** Opening DATA SHOWN block **
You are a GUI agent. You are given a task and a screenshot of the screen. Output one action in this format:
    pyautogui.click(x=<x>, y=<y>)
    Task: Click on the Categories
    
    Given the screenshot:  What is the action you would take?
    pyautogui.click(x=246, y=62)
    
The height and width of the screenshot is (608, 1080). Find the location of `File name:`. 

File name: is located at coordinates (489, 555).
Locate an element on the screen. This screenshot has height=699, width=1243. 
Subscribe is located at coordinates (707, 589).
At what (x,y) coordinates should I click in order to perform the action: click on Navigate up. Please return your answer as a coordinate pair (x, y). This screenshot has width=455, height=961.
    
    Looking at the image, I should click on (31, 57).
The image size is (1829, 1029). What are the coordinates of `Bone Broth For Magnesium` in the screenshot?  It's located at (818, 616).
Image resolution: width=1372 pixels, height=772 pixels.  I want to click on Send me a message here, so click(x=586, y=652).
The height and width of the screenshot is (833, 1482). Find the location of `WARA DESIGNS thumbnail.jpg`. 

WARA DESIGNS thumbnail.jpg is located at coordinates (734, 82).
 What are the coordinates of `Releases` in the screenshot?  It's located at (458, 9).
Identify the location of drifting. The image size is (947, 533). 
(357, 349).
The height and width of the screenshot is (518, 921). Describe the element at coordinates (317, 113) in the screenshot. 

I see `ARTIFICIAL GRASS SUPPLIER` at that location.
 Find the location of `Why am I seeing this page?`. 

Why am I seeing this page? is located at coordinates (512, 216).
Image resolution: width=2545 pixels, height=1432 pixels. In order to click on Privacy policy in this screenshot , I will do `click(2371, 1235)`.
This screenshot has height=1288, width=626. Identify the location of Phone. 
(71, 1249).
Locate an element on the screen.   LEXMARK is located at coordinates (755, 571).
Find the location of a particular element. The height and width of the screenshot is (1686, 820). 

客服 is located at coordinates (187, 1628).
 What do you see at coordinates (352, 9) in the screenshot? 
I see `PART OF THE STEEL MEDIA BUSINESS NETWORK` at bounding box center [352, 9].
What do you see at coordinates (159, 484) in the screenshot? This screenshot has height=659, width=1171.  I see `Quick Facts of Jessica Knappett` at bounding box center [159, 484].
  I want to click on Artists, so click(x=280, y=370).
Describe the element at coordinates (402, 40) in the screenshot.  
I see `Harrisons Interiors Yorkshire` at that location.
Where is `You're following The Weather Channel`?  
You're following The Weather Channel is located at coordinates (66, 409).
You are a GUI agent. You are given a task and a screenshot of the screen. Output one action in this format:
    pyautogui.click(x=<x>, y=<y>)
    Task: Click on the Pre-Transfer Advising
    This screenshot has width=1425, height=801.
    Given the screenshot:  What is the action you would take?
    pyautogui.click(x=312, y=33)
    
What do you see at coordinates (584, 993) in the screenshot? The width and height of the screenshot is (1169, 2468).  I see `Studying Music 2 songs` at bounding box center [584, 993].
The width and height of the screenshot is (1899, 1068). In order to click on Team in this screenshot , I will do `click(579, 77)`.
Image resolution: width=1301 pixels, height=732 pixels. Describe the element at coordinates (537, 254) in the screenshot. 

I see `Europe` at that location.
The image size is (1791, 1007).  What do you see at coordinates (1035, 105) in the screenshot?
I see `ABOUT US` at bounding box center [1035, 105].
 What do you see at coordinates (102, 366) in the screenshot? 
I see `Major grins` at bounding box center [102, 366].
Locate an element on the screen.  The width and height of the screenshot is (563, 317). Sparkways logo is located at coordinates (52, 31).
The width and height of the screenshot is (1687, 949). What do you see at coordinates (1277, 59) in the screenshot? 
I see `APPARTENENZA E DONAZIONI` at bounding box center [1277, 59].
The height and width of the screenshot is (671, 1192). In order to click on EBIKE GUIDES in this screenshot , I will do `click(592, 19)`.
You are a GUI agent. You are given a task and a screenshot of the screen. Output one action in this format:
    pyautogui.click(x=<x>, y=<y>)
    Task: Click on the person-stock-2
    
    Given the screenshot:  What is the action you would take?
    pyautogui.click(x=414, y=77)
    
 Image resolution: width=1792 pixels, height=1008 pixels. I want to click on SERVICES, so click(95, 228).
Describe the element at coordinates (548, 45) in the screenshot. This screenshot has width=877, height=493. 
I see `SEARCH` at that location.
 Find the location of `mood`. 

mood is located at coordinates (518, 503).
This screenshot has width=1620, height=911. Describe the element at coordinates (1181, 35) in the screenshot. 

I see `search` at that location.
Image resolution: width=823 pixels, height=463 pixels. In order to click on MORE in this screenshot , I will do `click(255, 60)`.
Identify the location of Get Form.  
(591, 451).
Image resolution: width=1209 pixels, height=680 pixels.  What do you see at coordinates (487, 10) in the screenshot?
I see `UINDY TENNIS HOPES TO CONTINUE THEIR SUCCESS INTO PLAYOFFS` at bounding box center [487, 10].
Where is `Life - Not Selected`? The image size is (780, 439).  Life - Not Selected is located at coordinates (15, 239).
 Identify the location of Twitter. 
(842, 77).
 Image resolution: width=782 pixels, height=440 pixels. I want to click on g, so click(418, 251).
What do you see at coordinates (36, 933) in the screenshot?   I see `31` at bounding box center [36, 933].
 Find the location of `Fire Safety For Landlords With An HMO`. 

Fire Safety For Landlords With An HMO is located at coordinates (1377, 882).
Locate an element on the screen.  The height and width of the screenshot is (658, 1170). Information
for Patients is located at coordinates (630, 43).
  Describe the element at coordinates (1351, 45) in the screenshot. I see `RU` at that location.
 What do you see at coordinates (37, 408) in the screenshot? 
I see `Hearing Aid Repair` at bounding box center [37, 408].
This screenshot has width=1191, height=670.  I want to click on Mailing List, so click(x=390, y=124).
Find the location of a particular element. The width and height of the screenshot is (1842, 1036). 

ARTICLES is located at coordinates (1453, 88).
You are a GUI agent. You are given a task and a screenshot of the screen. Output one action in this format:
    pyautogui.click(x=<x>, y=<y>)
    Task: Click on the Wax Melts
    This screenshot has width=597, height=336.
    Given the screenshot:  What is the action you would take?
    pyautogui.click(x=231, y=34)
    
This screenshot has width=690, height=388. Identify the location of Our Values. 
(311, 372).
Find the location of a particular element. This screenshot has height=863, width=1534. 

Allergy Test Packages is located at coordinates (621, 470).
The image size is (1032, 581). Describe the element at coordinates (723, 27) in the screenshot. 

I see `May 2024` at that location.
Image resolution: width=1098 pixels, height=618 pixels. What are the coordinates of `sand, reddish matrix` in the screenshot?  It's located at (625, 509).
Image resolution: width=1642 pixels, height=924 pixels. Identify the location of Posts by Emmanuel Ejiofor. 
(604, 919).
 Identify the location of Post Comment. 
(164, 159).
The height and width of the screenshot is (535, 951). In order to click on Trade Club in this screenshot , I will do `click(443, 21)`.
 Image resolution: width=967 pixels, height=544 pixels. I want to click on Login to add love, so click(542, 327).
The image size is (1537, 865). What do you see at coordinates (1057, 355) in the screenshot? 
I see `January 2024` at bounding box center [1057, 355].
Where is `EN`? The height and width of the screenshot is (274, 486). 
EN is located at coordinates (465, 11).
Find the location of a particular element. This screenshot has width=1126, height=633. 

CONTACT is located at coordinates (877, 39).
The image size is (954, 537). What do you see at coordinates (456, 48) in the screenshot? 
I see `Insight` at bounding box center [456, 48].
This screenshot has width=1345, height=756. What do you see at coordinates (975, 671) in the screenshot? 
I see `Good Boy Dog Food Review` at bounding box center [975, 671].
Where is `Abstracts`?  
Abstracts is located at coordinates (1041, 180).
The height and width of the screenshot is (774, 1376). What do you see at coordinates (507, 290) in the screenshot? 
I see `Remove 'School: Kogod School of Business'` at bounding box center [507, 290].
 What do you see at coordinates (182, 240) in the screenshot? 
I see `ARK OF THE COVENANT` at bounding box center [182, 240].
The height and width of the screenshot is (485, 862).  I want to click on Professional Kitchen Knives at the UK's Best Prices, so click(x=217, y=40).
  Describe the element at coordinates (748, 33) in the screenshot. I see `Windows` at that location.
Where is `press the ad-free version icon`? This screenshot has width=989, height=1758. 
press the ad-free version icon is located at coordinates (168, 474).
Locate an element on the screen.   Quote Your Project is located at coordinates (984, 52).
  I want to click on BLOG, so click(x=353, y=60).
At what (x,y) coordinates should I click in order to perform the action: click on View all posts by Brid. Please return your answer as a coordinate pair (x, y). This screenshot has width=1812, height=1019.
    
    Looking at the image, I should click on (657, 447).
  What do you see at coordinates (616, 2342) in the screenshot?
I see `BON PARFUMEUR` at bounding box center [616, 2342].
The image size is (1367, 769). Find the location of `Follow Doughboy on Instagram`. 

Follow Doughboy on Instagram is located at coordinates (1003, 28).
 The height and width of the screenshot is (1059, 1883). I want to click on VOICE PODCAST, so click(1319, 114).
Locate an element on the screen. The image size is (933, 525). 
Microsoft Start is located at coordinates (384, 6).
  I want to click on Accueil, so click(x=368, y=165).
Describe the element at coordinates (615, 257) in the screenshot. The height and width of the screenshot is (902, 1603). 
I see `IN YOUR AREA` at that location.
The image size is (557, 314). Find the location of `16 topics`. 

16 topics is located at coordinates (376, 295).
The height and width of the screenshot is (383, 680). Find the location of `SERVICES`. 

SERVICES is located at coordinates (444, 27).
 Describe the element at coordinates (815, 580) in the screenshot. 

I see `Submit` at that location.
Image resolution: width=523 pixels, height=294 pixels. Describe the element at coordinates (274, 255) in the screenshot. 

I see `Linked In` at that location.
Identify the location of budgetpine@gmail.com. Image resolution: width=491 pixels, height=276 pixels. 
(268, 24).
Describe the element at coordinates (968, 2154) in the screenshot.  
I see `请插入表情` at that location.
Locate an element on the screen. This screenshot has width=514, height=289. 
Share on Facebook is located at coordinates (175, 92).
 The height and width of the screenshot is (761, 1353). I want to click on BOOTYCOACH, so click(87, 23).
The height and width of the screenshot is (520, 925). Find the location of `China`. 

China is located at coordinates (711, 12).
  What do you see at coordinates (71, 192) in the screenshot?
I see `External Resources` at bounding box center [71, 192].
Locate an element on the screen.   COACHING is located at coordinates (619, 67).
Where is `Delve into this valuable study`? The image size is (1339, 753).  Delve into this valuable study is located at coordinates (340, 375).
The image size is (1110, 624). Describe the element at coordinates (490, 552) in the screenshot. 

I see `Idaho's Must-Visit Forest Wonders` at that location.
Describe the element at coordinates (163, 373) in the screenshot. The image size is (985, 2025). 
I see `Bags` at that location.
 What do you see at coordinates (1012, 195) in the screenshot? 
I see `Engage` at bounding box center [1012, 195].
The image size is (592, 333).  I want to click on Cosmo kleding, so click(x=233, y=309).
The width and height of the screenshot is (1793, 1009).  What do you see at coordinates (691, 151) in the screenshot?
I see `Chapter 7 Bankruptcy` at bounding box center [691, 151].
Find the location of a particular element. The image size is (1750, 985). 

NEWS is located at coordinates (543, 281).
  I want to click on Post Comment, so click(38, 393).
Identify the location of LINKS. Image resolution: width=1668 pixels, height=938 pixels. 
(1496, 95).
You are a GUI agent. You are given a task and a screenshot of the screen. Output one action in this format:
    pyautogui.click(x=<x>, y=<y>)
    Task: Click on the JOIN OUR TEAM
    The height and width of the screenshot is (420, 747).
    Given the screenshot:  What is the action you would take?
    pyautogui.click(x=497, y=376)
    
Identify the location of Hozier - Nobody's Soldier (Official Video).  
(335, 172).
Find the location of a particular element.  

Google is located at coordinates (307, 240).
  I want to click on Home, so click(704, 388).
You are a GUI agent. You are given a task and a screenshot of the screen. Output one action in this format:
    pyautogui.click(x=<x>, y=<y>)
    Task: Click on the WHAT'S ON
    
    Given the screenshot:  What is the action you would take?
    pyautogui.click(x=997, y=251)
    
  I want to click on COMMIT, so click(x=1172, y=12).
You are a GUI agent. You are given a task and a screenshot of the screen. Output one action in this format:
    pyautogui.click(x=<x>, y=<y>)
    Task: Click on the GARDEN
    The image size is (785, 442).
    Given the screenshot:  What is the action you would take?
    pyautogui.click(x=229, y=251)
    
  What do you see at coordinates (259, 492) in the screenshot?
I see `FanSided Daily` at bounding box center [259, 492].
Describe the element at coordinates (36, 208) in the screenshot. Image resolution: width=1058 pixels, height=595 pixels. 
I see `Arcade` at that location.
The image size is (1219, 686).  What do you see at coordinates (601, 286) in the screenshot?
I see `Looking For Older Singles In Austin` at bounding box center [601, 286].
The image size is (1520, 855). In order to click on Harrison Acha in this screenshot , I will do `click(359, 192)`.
** Closing DATA SHOWN block **
YOUR OBJECTIVE
Include the first line of the listing, the line with "Image resolution: width=1372", and every line between them, each repeated exactly, and output only those.

OUTPUT OF THE EXERCISE
You are a GUI agent. You are given a task and a screenshot of the screen. Output one action in this format:
    pyautogui.click(x=<x>, y=<y>)
    Task: Click on the Categories
    
    Given the screenshot:  What is the action you would take?
    pyautogui.click(x=246, y=62)
    
The height and width of the screenshot is (608, 1080). Find the location of `File name:`. 

File name: is located at coordinates (489, 555).
Locate an element on the screen. This screenshot has height=699, width=1243. 
Subscribe is located at coordinates (707, 589).
At what (x,y) coordinates should I click in order to perform the action: click on Navigate up. Please return your answer as a coordinate pair (x, y). This screenshot has width=455, height=961.
    
    Looking at the image, I should click on (31, 57).
The image size is (1829, 1029). What are the coordinates of `Bone Broth For Magnesium` in the screenshot?  It's located at (818, 616).
Image resolution: width=1372 pixels, height=772 pixels.  I want to click on Send me a message here, so click(x=586, y=652).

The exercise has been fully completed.